Today at 12:30 pm (IST) scientists will launch an experiment that will recreate the birt of universe (The Big Bang). They are hoping to find evidence of extra dimensions, invisible ”dark matter,” and an elusive particle called the ”Higgs boson”.

They are planning to send a beam of particles racing around the 27-kilometer ring of the Large Hadron Collider (LHC) for the first time. The LHC, is the world’s most powerful particle accelerator. Beams of subatomic protons and other particles will zip around the ring, accelerated up to nearly the speed of light by some 1,800 superconducting magnet systems. Protons will reach an energy level of 7 trillion electron volts, seven times more powerful than in any existing accelerator. There will be 600 million collisions every second and every collision will emit two-lakh small signals. They will study these signals, clean the data and analyse them. Photon Multiplicity Detector (PMD), which has been fitted in the LHC, in which small particles (protons) will be accelerated and made to collide at the highest-ever man-made speed. The project has cost an estimated $5.8 billion.

Some critics have wondered whether attempts to reproduce conditions at the beginning of the universe may create a black hole that could destroy the Earth. A CERN team that studied the matter concluded there was no danger of that happening. European Centre for Nuclear Research (CERN) physicist John Ellis says simply, the skeptics are wrong. “LHC is only going to reproduce what nature does every second, it has been doing for billions of years, and all of these astronomical bodies including the earth and the sun, they are still here. So there really is no problem.”
There are 30-odd physicists from India, who are part of this experiment. The Photon Multiplicity Detector (PMD) will play a key role in this experiment. The PMD was developed at the Variable Energy Cyclotron Centre in Kolkata, which is a body of the Department of Atomic Energy, and the machines were transported to Geneva from February this year.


= Your goal =
Every line from the one containing "The image size is (697, 415)." to the one containing "This screenshot has height=395, width=527." in the records below, both included, must be set down exactly, and no other line.

*** Data shown Section Begins ***

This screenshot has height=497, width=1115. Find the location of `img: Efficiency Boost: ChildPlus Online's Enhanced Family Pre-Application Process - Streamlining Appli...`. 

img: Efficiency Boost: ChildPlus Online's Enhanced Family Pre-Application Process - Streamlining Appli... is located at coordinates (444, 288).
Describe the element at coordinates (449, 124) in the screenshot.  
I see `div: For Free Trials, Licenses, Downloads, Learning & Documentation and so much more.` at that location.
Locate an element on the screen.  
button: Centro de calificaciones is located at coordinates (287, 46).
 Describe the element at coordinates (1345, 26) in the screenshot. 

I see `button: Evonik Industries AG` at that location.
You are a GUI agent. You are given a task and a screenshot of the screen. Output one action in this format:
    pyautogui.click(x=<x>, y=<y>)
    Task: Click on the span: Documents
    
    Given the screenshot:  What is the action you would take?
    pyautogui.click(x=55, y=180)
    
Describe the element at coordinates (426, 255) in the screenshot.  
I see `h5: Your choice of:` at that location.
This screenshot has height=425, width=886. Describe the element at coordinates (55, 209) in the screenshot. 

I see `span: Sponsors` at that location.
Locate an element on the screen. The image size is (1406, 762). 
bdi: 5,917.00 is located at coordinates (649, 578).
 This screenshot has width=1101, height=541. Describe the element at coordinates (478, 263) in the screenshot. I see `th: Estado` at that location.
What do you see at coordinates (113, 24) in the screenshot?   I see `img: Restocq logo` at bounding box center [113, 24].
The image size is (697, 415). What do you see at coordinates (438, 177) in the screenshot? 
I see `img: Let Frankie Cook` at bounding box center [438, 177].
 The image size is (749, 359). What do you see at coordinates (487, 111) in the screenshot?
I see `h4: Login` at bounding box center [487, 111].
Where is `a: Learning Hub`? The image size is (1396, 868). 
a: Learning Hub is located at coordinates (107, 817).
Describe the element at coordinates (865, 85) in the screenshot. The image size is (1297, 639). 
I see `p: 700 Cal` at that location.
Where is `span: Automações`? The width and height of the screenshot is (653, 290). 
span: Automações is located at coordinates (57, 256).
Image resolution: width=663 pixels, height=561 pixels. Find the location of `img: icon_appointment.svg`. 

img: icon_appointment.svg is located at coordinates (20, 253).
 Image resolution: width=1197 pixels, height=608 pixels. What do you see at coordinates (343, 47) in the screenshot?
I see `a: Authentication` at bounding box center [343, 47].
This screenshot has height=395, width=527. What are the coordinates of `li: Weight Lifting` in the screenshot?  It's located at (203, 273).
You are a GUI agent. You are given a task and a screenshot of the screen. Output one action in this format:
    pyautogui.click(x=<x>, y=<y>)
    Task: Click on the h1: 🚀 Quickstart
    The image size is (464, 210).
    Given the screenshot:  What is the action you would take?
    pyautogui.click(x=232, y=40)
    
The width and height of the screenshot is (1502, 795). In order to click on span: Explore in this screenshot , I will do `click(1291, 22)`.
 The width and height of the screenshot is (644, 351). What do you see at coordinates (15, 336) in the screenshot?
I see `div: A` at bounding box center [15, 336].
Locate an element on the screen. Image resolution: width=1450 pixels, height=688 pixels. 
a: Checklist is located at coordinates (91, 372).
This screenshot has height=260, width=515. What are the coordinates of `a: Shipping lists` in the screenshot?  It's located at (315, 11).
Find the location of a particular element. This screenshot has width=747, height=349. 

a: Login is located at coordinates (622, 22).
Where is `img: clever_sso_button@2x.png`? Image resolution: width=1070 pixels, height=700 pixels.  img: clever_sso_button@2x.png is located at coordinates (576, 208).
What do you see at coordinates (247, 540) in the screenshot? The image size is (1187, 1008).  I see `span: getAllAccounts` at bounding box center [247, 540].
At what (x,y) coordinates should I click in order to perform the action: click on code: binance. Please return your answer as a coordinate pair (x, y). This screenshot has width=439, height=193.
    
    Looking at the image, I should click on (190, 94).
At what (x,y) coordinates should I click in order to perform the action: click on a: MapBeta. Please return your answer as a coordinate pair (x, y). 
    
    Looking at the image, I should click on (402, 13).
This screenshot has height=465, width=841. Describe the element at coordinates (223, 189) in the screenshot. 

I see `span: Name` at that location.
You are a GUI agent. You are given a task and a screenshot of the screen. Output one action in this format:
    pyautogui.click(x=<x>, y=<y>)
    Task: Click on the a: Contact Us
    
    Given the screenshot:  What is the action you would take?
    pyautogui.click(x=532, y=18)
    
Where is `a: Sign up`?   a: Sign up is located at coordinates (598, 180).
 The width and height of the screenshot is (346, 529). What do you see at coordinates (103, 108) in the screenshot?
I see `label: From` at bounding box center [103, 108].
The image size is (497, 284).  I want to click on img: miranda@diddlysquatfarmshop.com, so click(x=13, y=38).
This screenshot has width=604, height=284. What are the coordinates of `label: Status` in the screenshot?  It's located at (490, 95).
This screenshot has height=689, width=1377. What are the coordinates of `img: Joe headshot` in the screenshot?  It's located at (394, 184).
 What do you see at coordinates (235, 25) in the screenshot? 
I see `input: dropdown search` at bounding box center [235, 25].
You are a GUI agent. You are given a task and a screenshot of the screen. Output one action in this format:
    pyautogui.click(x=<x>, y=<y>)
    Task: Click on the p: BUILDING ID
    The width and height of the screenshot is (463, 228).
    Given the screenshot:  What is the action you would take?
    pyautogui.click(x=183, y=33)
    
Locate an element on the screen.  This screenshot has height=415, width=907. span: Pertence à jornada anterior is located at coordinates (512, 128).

*** Data shown Section Ends ***

= Task result =
The image size is (697, 415). What do you see at coordinates (438, 177) in the screenshot? 
I see `img: Let Frankie Cook` at bounding box center [438, 177].
 The image size is (749, 359). What do you see at coordinates (487, 111) in the screenshot?
I see `h4: Login` at bounding box center [487, 111].
Where is `a: Learning Hub`? The image size is (1396, 868). 
a: Learning Hub is located at coordinates (107, 817).
Describe the element at coordinates (865, 85) in the screenshot. The image size is (1297, 639). 
I see `p: 700 Cal` at that location.
Where is `span: Automações`? The width and height of the screenshot is (653, 290). 
span: Automações is located at coordinates (57, 256).
Image resolution: width=663 pixels, height=561 pixels. Find the location of `img: icon_appointment.svg`. 

img: icon_appointment.svg is located at coordinates (20, 253).
 Image resolution: width=1197 pixels, height=608 pixels. What do you see at coordinates (343, 47) in the screenshot?
I see `a: Authentication` at bounding box center [343, 47].
This screenshot has height=395, width=527. What are the coordinates of `li: Weight Lifting` in the screenshot?  It's located at (203, 273).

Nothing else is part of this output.